Novak expressed a similar view: "It hasn’t affected us at all. Look at the deals we have done. I think the numbers speak for themselves."
A yardstick of progress
Beyond indicating industry confidence, the partnering deals signed by each of the three companies are a useful yardstick by which to measure progress.
Take Intellia. When the biotech signed its collaboration deal with Novartis in December 2014, the company was just beginning to get off the ground. The Swiss pharma paid Intellia $10 million upfront to gain access to the CRISPR platform for potential applications in hematopoietic stem cells and CAR-Ts. If all goes perfectly, potential milestone payments for each target could reach as high as $230 million.

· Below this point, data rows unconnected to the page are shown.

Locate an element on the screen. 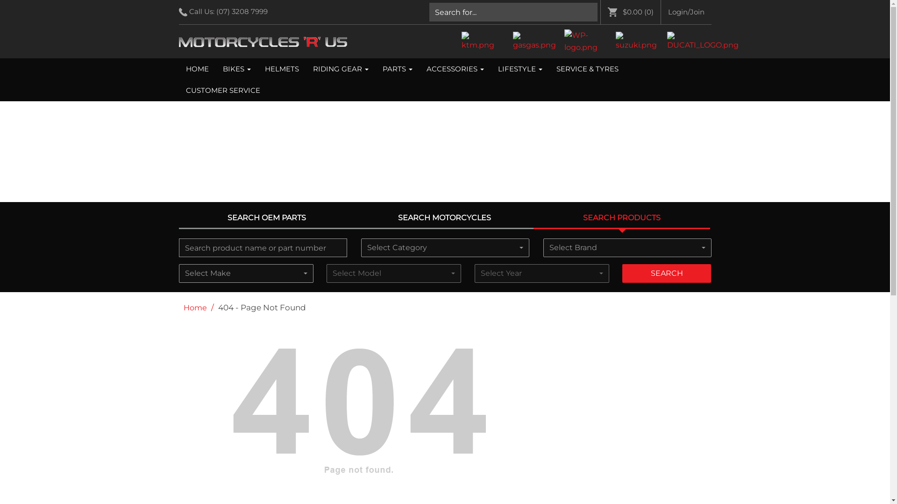 The image size is (897, 504). Login/Join is located at coordinates (686, 12).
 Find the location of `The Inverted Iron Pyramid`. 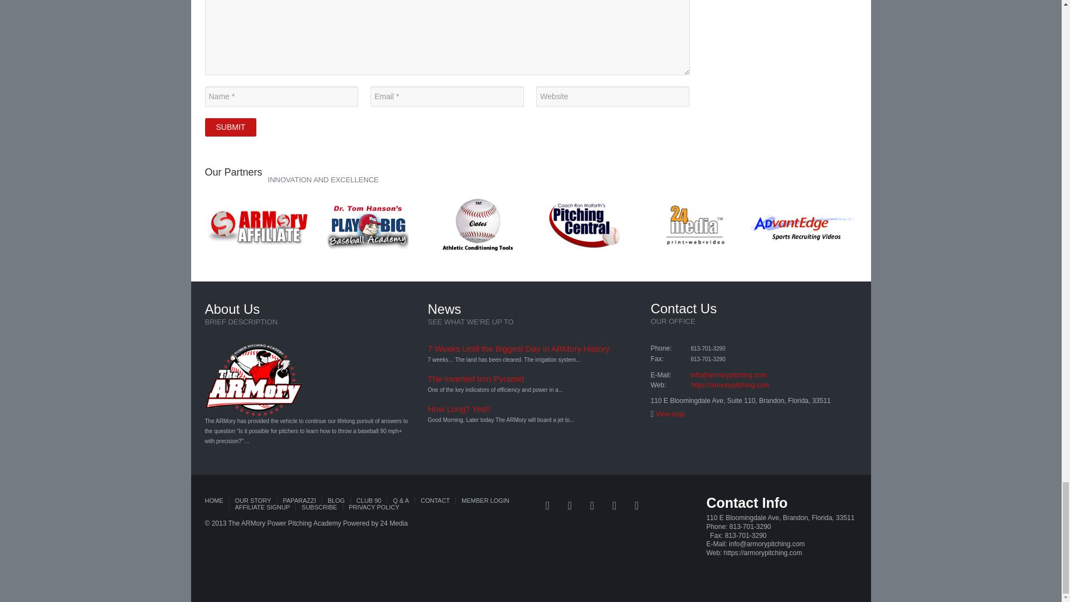

The Inverted Iron Pyramid is located at coordinates (475, 378).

"That deal allowed us to move very rapidly into CAR-Ts, HSCs and also into in vivo applications," Birmingham said.
Importantly, it also secured access to a library of lipid nanoparticles, which Intellia uses as a delivery vehicle for its own in vivo programs.
Fast forward 16 months. In April 2016, Intellia locked down a second, much stronger, collaboration deal with Regeneron. This time, Intellia received $75 million upfront, along with potential milestones of $320 million for up to 10 targets each.

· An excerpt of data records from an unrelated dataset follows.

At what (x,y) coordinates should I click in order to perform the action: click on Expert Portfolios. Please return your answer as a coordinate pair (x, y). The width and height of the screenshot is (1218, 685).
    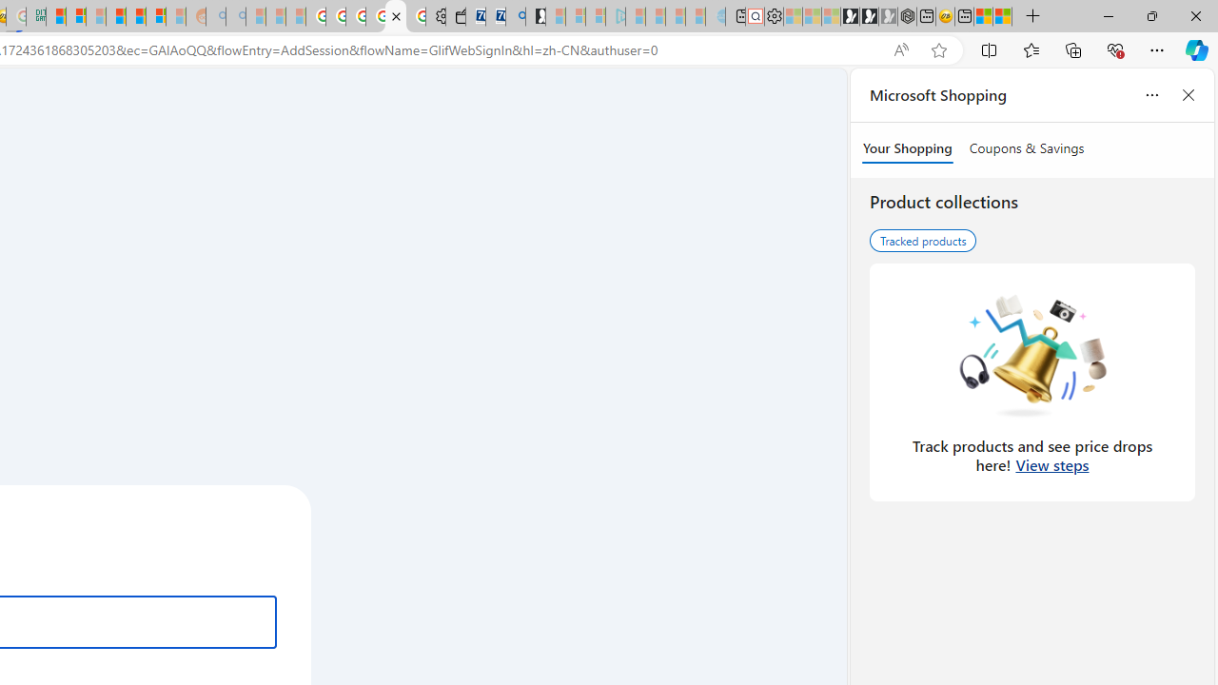
    Looking at the image, I should click on (115, 17).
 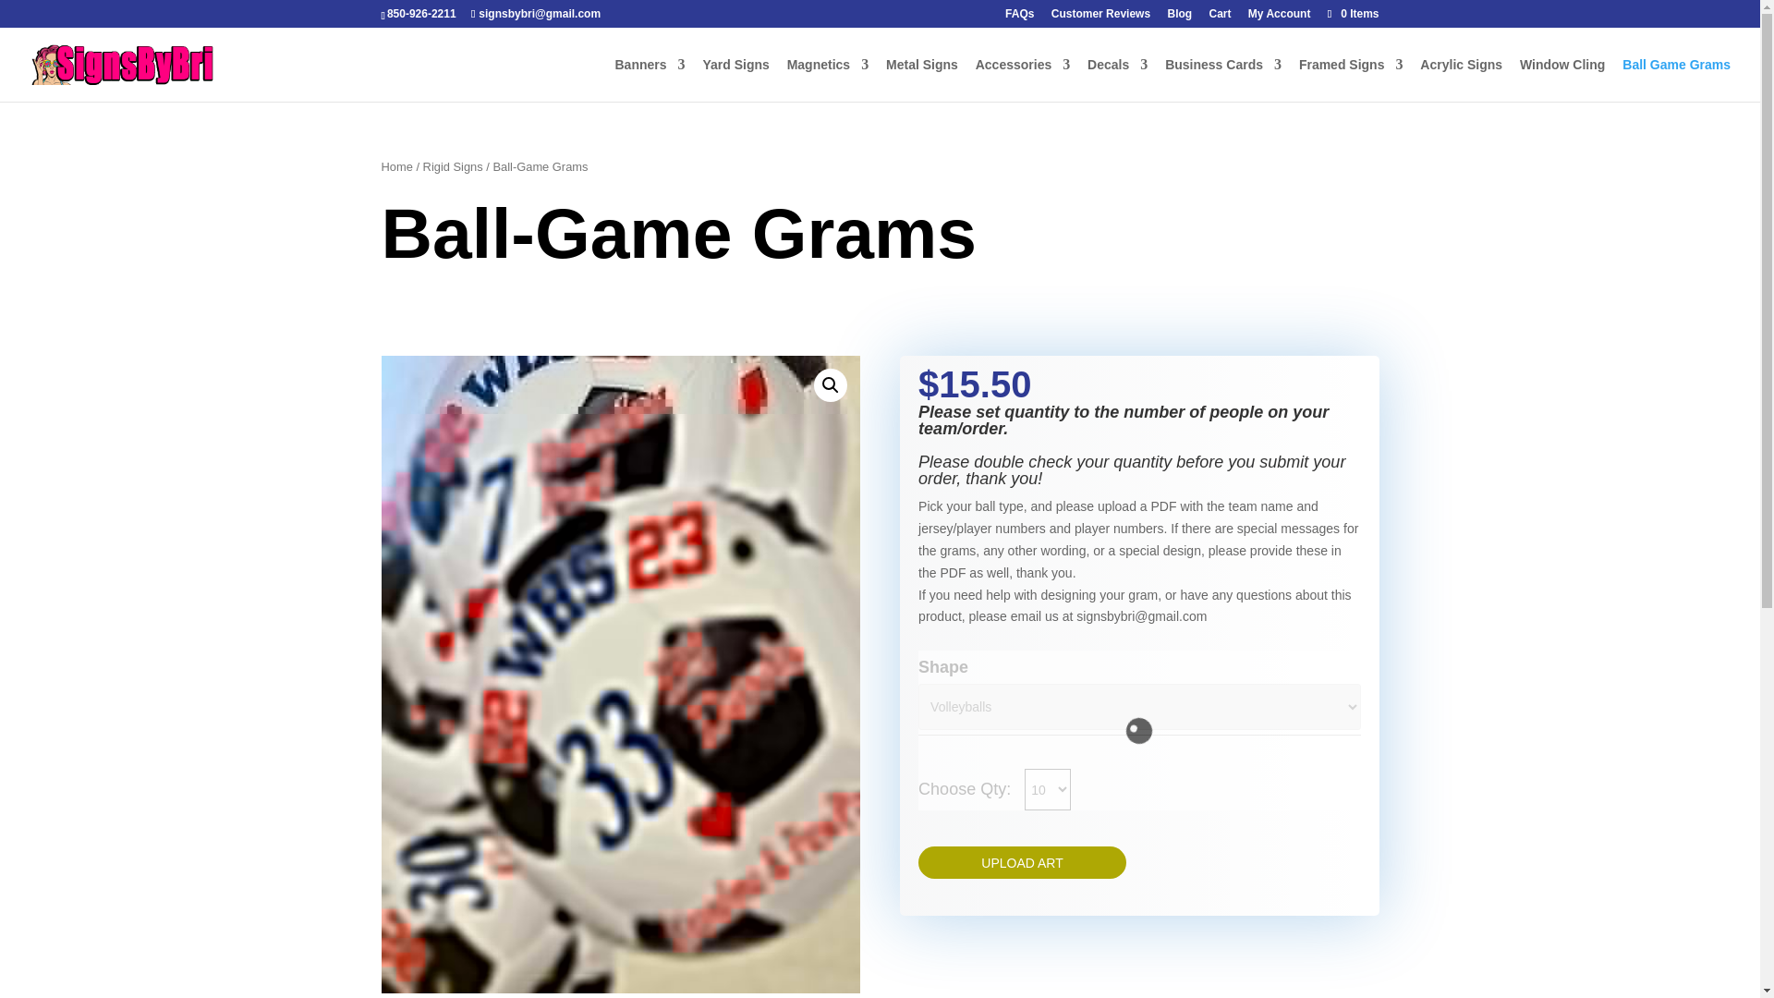 What do you see at coordinates (1223, 79) in the screenshot?
I see `Business Cards` at bounding box center [1223, 79].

Intellia aims to leverage both deals as it grows.
"Each of the deals we have done has been very focused, when we think about the breadth of what we are partnering around, but have brought very specific tools and capabilities into Intellia that continues to allow us to be able to progress our own internal proprietary pipeline," said Birmingham.

Similarly, CRISPR Therapeutics has used partnering to jumpstart research and lay a foundation for internal programs. In a two-month span at the end of last year, CRISPR secured $105 million upfront in a collaboration with Vertex Pharmaceutical, and then announced an equally owned joint venture with Bayer.

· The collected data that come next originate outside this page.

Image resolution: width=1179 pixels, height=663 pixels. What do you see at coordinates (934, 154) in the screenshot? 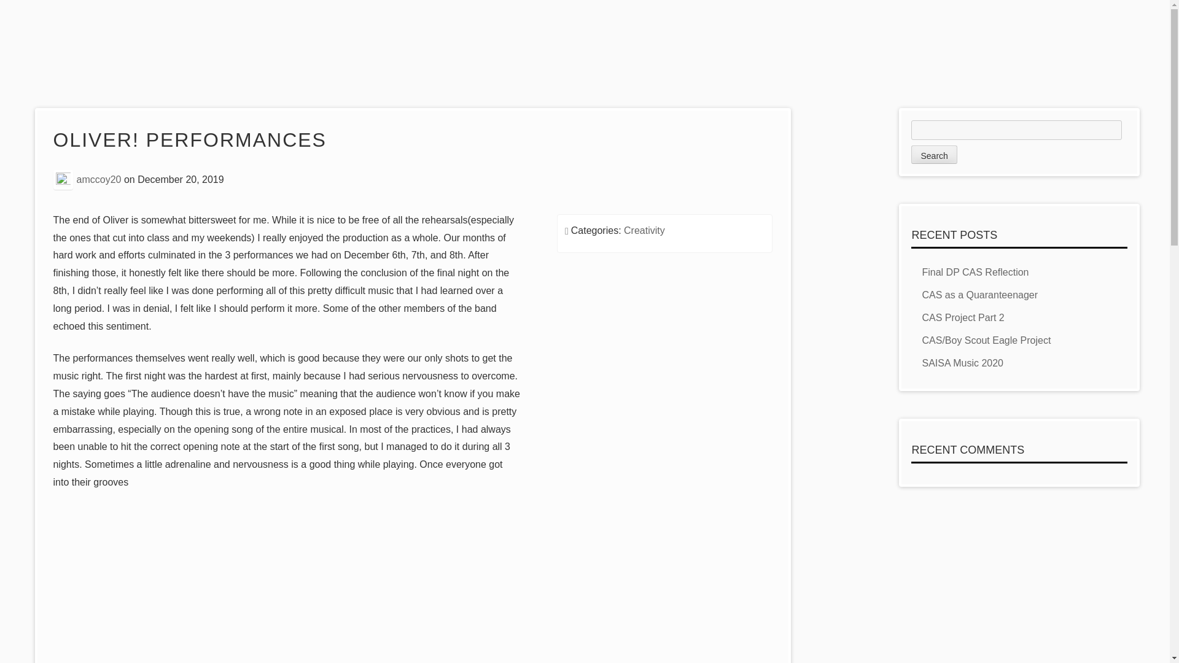
I see `Search` at bounding box center [934, 154].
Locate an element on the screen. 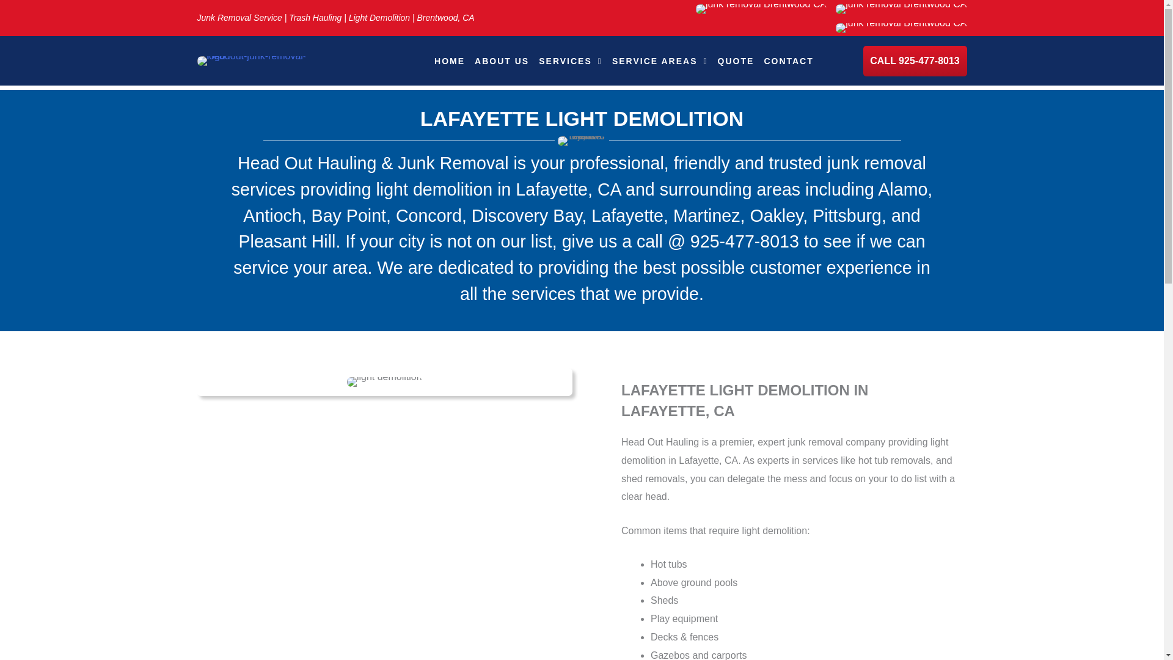 The width and height of the screenshot is (1173, 660). fb is located at coordinates (761, 9).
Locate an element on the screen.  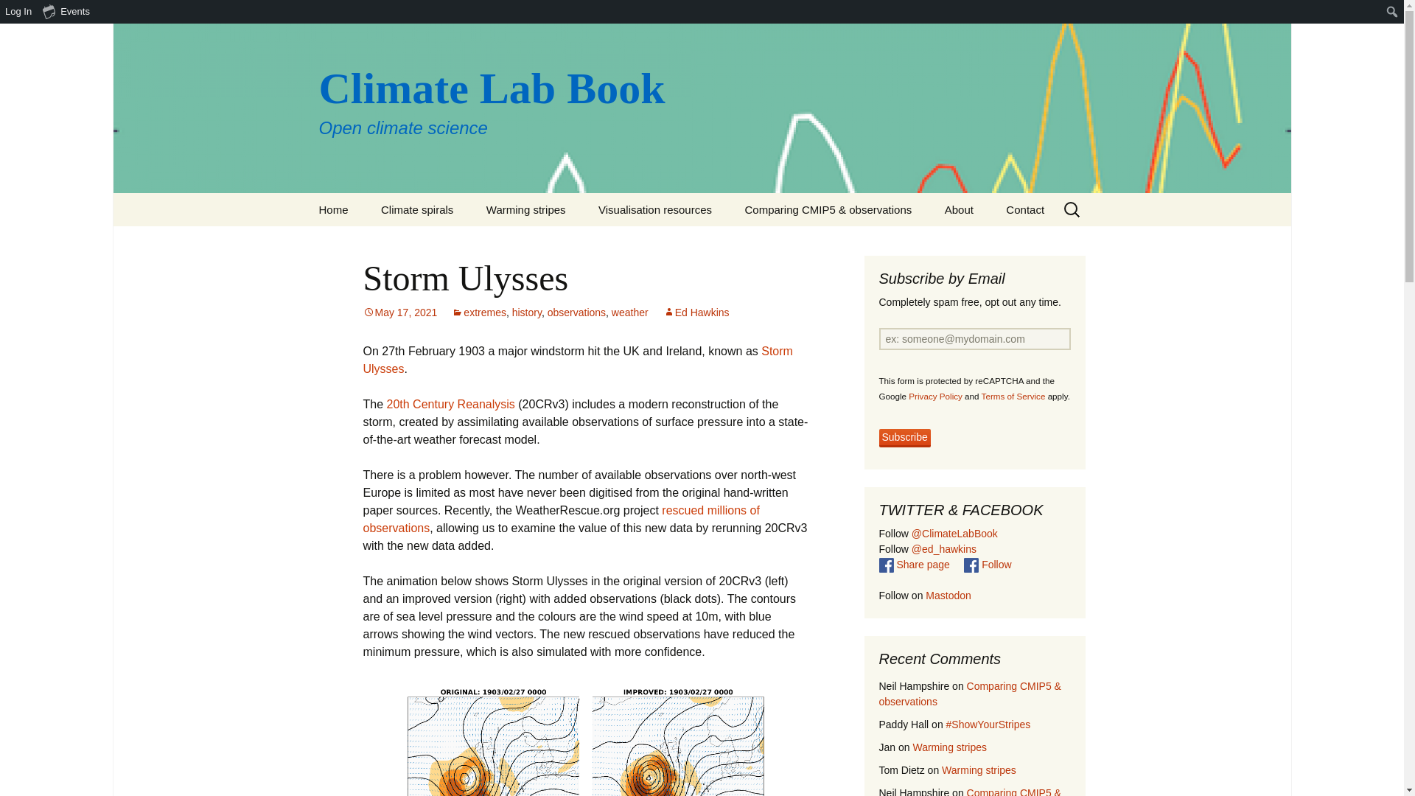
Home is located at coordinates (333, 209).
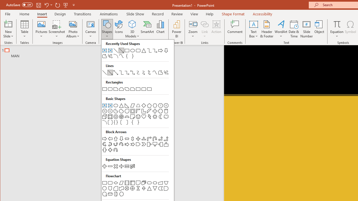 The image size is (358, 201). What do you see at coordinates (306, 29) in the screenshot?
I see `Slide Number` at bounding box center [306, 29].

Bayer put up $300 million to fund the venture, now dubbed Casebia Therapeutics, while CRISPR contributed its IP. CRISPR retains access to all technology developed by Casebia, helping the company maintain upside even in areas it may have lacked the bandwidth to tackle by itself.
Casebia will focus specifically on CRISPR-based approaches to blood disorders, blindness and heart disease, with initial programs aimed at hemophilia and severe combined immunodeficiency.
"We have picked very clear fields for CRISPR Therapeutics while others we say this is not necessarily totally in scope," explained Novak. "Nevertheless we wanted to make sure that we benefit from an early move into that field."
Editas isn’t sitting on its hands either. Led by CEO Katrine Bosley, the company inked a deal with CAR-T developer Juno Therapeutics in 2015 that netted it $25 million upfront. And Editas remains on track to start clinical work sometime next year in leber congenital amaurosis type 10, a rare inherited eye disease, Bosley said on a conference call in November.
The other two are close behind. CRISPR Therapeutics says it plans to file an application to begin clinical work for its beta-thalassemia program in late 2017. And Intellia expects the first investigational new drug application from its partnership with Novartis on hematopoietic stem cells will be submitted sometime in 2018.
With all three CRISPR biotechs flush with IPO cash and moving quickly toward the clinic, the next several years will be a key test of the technology’s utility in actually treating diseases.
Note: This article has been updated to reflect CRISPR Therapeutics' current cash holdings. The figures cited by the company in its latest Form 10Q did not include the cash raised from the initial public offering and private placement from Bayer. In addition, since the article was published, CRISPR Therapeutics realized the $15 million milestone from Bayer which is noted in the chart.